Research question: This study examines the conditions and configurations that particularly influence International Federations’ (IFs) commercialisation.

Research method: Crisp-set qualitative comparative analysis (csQCA) is used to determine the conditions that are related to an IFs’ commercialisation. Sixteen interviews were conducted in six Olympic IFs and one international sport umbrella organisation.

Results and findings: The findings reveal a variety of high and low commercialisation configurations. Specialisation is a key condition in both high and low commercialisation, and social media engagement is central in high commercialisation. Strategic planning and low accountability have low degrees of overlap with high commercialisation outcomes. With 13 out of 22 IFs achieving high levels of commercialisation, the findings demonstrate that IFs are increasingly developing business-like behaviours.
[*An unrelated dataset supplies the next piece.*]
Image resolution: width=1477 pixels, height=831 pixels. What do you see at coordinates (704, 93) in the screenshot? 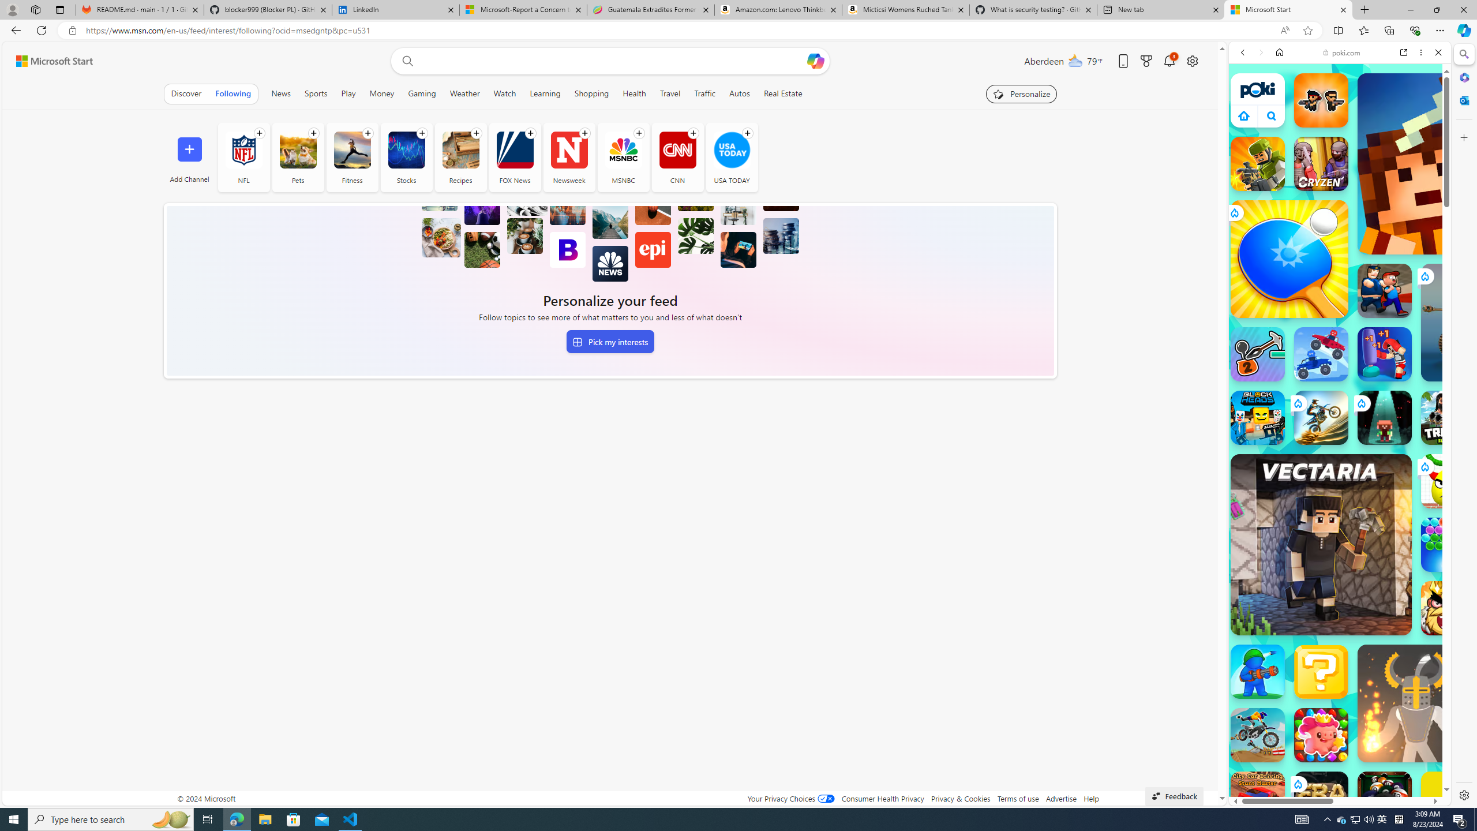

Implications: The findings highlight the importance of specialisation and social media engagement to achieve high commercialisation. However, when IFs assume a monetisation agenda, there are associated risks such as stakeholder legitimacy, mission drift, goal vagueness and adherence to good governance principles.

Disclosure statement

No potential conflict of interest was reported by the authors.

Notes

1 We first added up the IF's incomes for the years for which financial statements are available, not including Olympic revenue (Sum A). As the 2012–2015 Olympic revenue allocated to the summer Olympic IFs is known to us, we multiplied a quarter of this by the number of years for which the IF's financial statements are available (Sum B). Finally, we added up Sum A and Sum B. As the 2010–2013 Olympic revenue allocated to the Olympic winter IFs is not known to us, we cannot apply normalisation rules in these cases.

2 We converted the currency used in the IJF's financial reports (i.e. Swiss francs) into Euros based on the exchange rate of 31 July 2014 (CHF 1 = EUR 0.82195).

Additional information

Funding

This work was supported by the Swiss National Science Foundation under grant 100017_153488.